GELIFES Seminars - Ivana Jaric
Ivana Jaric (University of Zurich)
Ovarian hormone status
From unwanted noise to necessity in neuroscience research on sex differences
For decades, female subjects have been systematically excluded from preclinical neuroscience research, largely due to the assumption that ovarian hormone fluctuations would introduce unwanted variability, requiring larger cohorts and more complex study designs. Although recent evidence highlights that ovarian hormone status shapes brain physiology and contributes to psychiatric disorder risk, it remains largely overlooked in preclinical settings.
In this talk, Dr. Jaric will discuss how the ovarian reproductive cycle, and its natural or pharmacological disruption, drive changes in hippocampal molecular and structural plasticity in ways that may underlie female-specific vulnerability to anxiety and depression. She will further demonstrate how accounting for, or ignoring, ovarian hormone status critically affects reproducibility, generalizability, and translational relevance in sex-inclusive study designs. Finally, Dr. Jaric will outline strategies for integrating endocrine state into preclinical and broader neuroscience research to enhance data interpretability and deepen our understanding of sex differences.
Biosketch:
Dr. Ivana Jaric is a Group Leader at the Institute of Laboratory Animal Science at the University of Zurich. She earned her PhD in biology, with a focus on female reproductive endocrinology, at the University of Belgrade. During her postdoctoral work at Fordham University, she identified sex-specific epigenetic regulation in the female mouse hippocampus across the estrous cycle, providing new insight into female vulnerability to psychiatric disorders. At the University of Bern, she explored the links between phenotypic plasticity and poor reproducibility and established an independent research line examining how environmental conditions shape reproductive and behavioral phenotypes, with implications for sex-inclusive studies. Currently, her group focuses on improving the translational relevance of rodent studies that include both sexes and on elucidating epigenetic mechanisms underlying female-specific susceptibility to psychiatric disorders. More specifically, she investigates how ovarian hormonal dynamics influence mood disorder risk under physiological conditions, during cycle disruption, and in the context of endometriosis. She also chairs the EU SABV COST Action, the first European network dedicated to strengthening SABV policy in preclinical biomedical research.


**Directions**
Look for the string "lines" in the data below, and copy each line that holds it.

━━ Extracted records ━━

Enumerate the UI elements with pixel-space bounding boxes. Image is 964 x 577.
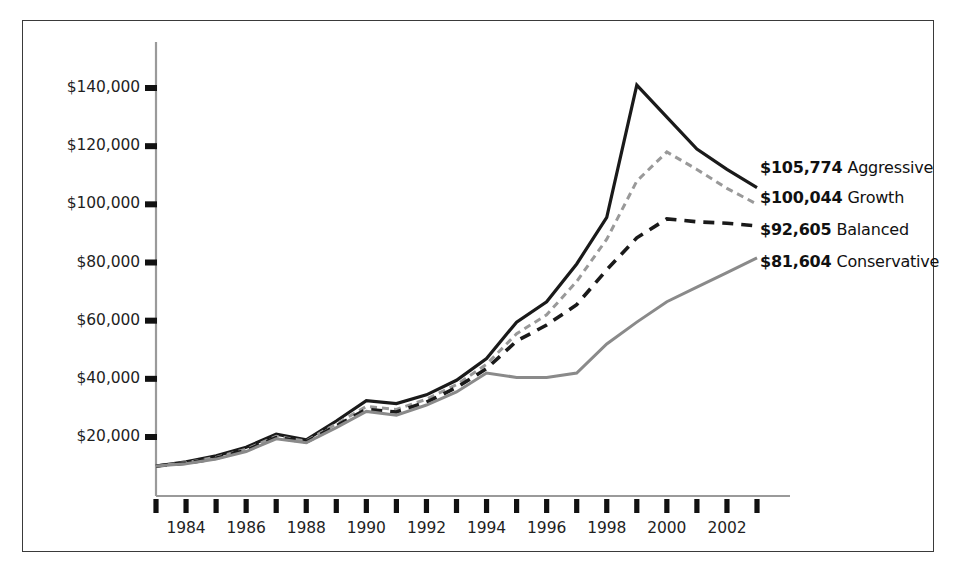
series-end-label-growth: $100,044Growth [760, 188, 904, 207]
x-axis-tick-label: 1998 [577, 519, 637, 537]
x-axis-tick [334, 499, 339, 513]
x-axis-tick [574, 499, 579, 513]
y-axis-tick [145, 376, 157, 382]
y-axis-tick-label: $140,000 [67, 78, 140, 96]
x-axis-tick [424, 499, 429, 513]
line-chart-plot [0, 0, 964, 577]
y-axis-tick [145, 434, 157, 440]
x-axis-tick [183, 499, 188, 513]
x-axis-tick-label: 1992 [396, 519, 456, 537]
x-axis-tick-label: 1984 [156, 519, 216, 537]
y-axis-tick [145, 318, 157, 324]
series-end-name: Conservative [836, 252, 939, 271]
series-line-conservative [156, 258, 757, 466]
series-end-name: Aggressive [847, 158, 933, 177]
y-axis-tick [145, 85, 157, 91]
x-axis-tick [454, 499, 459, 513]
series-end-value: $105,774 [760, 158, 842, 177]
x-axis-tick [604, 499, 609, 513]
x-axis-tick [724, 499, 729, 513]
series-end-value: $100,044 [760, 188, 842, 207]
series-end-value: $81,604 [760, 252, 831, 271]
y-axis-tick [145, 201, 157, 207]
x-axis-ticks [153, 499, 759, 513]
x-axis-tick [274, 499, 279, 513]
series-line-aggressive [156, 85, 757, 466]
x-axis-tick-label: 2002 [697, 519, 757, 537]
series-line-balanced [156, 219, 757, 466]
series-lines [156, 85, 757, 466]
x-axis-tick-label: 1994 [457, 519, 517, 537]
y-axis-tick-label: $80,000 [77, 253, 140, 271]
x-axis-tick [514, 499, 519, 513]
chart-figure: $20,000$40,000$60,000$80,000$100,000$120… [0, 0, 964, 577]
x-axis-tick [634, 499, 639, 513]
x-axis-tick-label: 1986 [216, 519, 276, 537]
series-end-value: $92,605 [760, 220, 831, 239]
y-axis-tick-label: $60,000 [77, 311, 140, 329]
axis-lines [156, 42, 790, 496]
x-axis-tick [244, 499, 249, 513]
y-axis-tick-label: $40,000 [77, 369, 140, 387]
x-axis-tick [694, 499, 699, 513]
series-end-label-balanced: $92,605Balanced [760, 220, 909, 239]
x-axis-tick-label: 1988 [276, 519, 336, 537]
x-axis-tick [153, 499, 158, 513]
series-end-name: Growth [847, 188, 904, 207]
y-axis-tick-label: $20,000 [77, 427, 140, 445]
x-axis-tick [394, 499, 399, 513]
x-axis-tick [754, 499, 759, 513]
series-end-label-conservative: $81,604Conservative [760, 252, 939, 271]
x-axis-tick [664, 499, 669, 513]
x-axis-tick-label: 2000 [637, 519, 697, 537]
series-end-label-aggressive: $105,774Aggressive [760, 158, 933, 177]
y-axis-tick [145, 143, 157, 149]
x-axis-tick-label: 1996 [517, 519, 577, 537]
series-line-growth [156, 152, 757, 466]
x-axis-tick [214, 499, 219, 513]
x-axis-tick [544, 499, 549, 513]
y-axis-tick-label: $100,000 [67, 194, 140, 212]
y-axis-tick [145, 260, 157, 266]
x-axis-tick [364, 499, 369, 513]
x-axis-tick [304, 499, 309, 513]
x-axis-tick [484, 499, 489, 513]
x-axis-tick-label: 1990 [336, 519, 396, 537]
y-axis-tick-label: $120,000 [67, 136, 140, 154]
series-end-name: Balanced [836, 220, 908, 239]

━━━

**Response area**
series-lines [156, 85, 757, 466]
axis-lines [156, 42, 790, 496]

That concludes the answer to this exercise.